Real & Wonderful Stories

Compiled by: Abdurahim bin Mizhir Almalki

A Brother

     With a non-practicing Jewish mother and a non-practicing African-American Baptist father, both Socialists, religion obviously didn't play a role in my upbringing. Briefly exploring both Judaism and Christianity, which I felt inside me that there was a Creator, I agreed with my parents about the unworthiness, inconsistency and exploitation of organized religion.

     At fifteen I was chosen to attend summer school at a community college. The teacher who chose me suggested that I take a class that I could never find in high school. I chose the Arabic class, because it was most certainly something I could never find at my school, and partially out of an interest in African and Asian culture that I always held fascinating.

     After taking the six week class with a teacher who was an Italian Catholic, he passed out a pamphlet to all students on the last day and asked me to read it out loud. All he said about it was although he was a Catholic, he had no doubts that the words had to be written by God; it was the most inspiring poetry and had never been duplicated in Arabic, or any other language for that matter.

     I read it in the original Arabic, and halfway through I was trembling. By the time I had finished the reading, I completely felt its meanings and was in tears. Since religion was never brought up in the class, I don’t know who was or wasn't a Muslim, but everyone in the class was as moved as I, and many were also in tears.

     What I had read was Surah al-Fatihah, which began my journey on the right and straight path which I have now traveled on for almost forty years. The teacher said as he left the class, "Well, looks like another Muslim has come out of my class." As soon as I reached home, I grabbed a telephone book and began looking up anything that might be Muslim: "Moslem (the spelling in those days), Islam, mosque," but found nothing.

     Then in the residence directory I came across a name that sounded as if it could be Muslim. Like an impetuous fifteen year old, I called this person, who turned out to be a Palestinian. Fortunately for me, he guided me to a small group of Muslims meeting every Friday night in a rented storefront in East Los Angeles. Those ten or so dedicated Muslims, some students, and one or two married couples, made up the entire Muslim community in those days. Now, thirty-nine years later, Muslims make up an estimated one million, and there are at least one hundred centers all over southern California.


### Required work
Pick out each line below containing "glands".

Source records

○ ○ ○ ○

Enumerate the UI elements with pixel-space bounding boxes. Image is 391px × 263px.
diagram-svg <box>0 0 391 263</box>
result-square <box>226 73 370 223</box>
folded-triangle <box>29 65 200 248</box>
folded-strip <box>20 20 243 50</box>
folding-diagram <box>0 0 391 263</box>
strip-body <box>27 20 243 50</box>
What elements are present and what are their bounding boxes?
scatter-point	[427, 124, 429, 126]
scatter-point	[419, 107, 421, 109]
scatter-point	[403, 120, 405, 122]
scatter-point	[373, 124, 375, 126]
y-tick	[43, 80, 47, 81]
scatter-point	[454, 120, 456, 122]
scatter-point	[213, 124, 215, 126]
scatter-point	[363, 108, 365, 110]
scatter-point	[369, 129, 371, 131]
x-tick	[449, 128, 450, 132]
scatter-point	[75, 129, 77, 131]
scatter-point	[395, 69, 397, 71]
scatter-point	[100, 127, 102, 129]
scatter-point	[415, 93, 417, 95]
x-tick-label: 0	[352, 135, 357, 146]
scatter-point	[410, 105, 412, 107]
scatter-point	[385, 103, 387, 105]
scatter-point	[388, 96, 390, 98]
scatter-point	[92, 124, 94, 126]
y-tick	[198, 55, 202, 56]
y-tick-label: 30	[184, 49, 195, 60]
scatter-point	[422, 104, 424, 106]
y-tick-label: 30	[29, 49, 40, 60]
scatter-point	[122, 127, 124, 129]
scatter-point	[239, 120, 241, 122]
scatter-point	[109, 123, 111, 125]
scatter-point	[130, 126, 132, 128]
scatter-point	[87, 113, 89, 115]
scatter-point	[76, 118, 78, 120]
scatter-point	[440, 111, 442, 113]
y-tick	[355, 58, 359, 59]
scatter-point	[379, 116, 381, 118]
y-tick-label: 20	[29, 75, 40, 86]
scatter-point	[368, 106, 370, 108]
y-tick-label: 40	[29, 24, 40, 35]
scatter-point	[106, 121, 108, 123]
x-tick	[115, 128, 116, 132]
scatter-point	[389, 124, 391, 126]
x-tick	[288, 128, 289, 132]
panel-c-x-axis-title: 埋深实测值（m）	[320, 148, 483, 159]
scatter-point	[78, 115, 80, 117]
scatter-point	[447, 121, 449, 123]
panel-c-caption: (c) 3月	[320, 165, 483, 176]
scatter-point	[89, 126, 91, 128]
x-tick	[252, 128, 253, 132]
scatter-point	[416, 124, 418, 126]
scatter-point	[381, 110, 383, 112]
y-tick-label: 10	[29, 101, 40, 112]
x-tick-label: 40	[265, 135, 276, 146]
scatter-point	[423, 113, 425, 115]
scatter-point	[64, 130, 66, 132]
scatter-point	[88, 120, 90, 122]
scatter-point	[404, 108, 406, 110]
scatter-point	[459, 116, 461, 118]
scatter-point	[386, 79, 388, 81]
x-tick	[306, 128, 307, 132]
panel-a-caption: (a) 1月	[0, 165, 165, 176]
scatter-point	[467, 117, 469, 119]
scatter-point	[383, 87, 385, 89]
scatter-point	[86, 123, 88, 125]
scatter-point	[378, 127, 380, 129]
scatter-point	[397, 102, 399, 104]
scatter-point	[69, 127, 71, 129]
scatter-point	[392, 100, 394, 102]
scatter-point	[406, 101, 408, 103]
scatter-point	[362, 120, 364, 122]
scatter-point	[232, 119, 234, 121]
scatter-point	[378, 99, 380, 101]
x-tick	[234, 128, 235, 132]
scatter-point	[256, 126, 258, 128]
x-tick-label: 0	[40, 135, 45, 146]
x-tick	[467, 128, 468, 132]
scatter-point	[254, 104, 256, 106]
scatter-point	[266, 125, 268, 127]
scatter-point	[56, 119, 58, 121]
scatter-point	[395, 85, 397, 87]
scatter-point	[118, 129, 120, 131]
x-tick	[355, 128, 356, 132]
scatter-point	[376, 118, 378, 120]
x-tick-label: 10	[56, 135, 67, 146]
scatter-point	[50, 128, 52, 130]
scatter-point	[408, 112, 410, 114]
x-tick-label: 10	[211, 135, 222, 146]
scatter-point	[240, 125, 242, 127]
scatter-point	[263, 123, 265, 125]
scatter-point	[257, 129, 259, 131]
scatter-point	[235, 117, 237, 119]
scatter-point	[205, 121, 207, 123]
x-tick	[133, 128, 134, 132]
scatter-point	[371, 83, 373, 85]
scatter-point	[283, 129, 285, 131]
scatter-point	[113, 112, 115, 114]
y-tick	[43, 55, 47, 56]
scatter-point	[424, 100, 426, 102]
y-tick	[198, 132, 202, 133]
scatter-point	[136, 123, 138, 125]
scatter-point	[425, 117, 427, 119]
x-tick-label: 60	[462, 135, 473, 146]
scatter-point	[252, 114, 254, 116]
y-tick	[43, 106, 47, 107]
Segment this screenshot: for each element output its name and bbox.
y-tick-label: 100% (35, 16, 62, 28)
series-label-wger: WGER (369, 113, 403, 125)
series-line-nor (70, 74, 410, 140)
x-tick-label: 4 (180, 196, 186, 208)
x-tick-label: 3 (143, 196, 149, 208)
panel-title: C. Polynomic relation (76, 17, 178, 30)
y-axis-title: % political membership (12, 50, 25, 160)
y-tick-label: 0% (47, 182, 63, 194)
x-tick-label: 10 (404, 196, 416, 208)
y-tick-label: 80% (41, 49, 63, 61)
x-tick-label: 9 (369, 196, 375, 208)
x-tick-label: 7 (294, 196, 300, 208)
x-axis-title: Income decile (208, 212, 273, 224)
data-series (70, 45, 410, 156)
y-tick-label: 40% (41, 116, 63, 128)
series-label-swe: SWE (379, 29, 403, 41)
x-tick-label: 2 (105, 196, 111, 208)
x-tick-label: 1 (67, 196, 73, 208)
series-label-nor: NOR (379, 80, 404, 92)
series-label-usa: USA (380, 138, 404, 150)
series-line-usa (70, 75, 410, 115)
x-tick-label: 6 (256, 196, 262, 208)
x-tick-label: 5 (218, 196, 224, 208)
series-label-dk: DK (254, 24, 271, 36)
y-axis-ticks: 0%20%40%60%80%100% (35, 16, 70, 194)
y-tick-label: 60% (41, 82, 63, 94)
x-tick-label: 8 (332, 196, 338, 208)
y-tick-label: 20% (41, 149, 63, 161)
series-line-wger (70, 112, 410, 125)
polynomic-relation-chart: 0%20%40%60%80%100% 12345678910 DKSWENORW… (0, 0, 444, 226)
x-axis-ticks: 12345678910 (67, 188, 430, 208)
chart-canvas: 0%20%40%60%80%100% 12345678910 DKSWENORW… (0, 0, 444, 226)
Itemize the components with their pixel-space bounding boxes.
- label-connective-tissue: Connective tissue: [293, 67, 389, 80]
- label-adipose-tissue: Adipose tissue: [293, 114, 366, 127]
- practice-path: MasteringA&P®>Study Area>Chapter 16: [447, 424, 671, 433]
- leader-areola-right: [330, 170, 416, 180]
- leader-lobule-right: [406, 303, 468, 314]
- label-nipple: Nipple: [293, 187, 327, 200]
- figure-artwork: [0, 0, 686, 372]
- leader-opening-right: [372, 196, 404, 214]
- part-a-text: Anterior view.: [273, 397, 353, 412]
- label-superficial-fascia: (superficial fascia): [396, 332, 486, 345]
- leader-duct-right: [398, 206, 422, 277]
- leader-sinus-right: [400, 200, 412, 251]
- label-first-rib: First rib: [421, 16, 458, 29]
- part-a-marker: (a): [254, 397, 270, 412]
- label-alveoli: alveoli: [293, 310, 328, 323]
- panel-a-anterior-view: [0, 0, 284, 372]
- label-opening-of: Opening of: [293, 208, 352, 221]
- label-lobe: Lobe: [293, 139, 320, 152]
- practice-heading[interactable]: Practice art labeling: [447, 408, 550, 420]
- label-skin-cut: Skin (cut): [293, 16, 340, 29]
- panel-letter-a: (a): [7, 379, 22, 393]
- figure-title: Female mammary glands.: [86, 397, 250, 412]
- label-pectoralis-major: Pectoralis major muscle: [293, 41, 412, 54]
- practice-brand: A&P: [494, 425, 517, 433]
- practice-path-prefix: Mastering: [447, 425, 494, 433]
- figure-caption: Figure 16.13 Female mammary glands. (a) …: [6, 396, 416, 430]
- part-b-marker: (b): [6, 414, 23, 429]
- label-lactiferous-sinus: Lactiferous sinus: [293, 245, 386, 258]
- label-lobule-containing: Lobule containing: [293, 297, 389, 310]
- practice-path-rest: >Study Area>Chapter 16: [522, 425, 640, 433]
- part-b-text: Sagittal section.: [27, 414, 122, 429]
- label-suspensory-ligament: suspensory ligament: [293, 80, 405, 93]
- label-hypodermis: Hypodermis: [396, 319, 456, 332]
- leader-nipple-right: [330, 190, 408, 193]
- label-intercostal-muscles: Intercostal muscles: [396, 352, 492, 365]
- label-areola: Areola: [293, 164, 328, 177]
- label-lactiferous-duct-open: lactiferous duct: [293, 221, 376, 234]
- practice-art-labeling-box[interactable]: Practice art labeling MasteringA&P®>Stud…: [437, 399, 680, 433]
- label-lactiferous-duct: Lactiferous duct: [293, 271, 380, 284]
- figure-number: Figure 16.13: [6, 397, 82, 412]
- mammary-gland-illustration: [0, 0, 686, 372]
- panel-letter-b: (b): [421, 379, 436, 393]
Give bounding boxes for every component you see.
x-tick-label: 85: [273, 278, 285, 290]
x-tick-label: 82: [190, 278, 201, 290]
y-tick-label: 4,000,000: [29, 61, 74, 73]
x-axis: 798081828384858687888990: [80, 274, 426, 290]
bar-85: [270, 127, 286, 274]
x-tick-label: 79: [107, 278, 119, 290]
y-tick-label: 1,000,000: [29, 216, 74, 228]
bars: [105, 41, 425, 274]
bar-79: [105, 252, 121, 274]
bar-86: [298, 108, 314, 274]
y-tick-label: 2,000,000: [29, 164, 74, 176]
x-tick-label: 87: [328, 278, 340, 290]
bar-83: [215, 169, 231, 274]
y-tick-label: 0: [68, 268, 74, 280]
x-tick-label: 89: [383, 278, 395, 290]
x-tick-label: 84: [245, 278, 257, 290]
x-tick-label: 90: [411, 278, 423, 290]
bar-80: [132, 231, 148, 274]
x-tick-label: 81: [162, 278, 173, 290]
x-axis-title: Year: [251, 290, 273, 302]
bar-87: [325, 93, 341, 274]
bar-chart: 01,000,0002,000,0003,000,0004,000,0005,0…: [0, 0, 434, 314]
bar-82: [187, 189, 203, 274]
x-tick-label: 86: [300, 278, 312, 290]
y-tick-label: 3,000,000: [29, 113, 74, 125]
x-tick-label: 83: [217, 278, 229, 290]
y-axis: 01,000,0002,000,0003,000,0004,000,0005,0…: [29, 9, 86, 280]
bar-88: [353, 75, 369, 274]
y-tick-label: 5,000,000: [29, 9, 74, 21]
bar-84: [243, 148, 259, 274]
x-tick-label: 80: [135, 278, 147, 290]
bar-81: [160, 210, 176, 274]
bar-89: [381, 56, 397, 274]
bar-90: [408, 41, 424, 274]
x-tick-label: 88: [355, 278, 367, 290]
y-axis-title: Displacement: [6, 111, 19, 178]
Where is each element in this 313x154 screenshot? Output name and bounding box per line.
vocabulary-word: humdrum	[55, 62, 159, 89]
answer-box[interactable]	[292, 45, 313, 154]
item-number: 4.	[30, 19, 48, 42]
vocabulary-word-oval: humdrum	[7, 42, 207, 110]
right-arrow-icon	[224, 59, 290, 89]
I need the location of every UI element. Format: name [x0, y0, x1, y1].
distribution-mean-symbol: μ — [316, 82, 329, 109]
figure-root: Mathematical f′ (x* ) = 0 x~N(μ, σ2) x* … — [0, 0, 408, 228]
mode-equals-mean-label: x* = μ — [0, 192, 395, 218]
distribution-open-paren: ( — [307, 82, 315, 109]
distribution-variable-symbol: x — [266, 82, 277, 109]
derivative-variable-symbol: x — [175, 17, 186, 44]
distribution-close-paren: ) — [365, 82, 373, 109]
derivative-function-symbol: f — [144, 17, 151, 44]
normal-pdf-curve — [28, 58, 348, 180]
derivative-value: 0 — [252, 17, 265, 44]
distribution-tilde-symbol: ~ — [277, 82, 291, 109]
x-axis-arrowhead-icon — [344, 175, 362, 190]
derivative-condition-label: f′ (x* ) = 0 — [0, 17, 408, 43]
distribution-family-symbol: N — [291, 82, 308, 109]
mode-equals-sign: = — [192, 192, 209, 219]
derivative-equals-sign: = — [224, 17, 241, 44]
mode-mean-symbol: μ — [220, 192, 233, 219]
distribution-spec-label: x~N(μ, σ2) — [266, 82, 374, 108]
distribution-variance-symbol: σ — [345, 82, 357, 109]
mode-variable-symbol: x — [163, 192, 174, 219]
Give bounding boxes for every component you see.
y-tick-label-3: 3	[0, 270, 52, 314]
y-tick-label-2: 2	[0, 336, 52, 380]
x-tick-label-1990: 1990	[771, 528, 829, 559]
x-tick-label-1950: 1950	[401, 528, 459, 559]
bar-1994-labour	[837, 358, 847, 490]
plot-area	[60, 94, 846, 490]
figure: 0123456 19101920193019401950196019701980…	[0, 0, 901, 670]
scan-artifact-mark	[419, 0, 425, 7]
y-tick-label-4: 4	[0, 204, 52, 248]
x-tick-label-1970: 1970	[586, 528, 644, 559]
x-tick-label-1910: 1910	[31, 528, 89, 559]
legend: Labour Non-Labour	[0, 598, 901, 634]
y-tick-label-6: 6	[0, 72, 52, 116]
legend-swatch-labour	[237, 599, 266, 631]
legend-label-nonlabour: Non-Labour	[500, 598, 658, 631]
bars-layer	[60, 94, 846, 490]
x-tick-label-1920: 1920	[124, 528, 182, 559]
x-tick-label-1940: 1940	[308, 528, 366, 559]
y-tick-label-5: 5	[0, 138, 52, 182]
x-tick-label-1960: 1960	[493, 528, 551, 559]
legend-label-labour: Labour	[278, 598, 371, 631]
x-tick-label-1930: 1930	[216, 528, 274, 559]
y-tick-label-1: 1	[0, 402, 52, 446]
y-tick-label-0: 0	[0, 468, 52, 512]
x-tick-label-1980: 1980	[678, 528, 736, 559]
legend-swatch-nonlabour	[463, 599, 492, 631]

○ ○ ○ ○

### Answer box
- figure-title: Female mammary glands.: [86, 397, 250, 412]
- figure-caption: Figure 16.13 Female mammary glands. (a) …: [6, 396, 416, 430]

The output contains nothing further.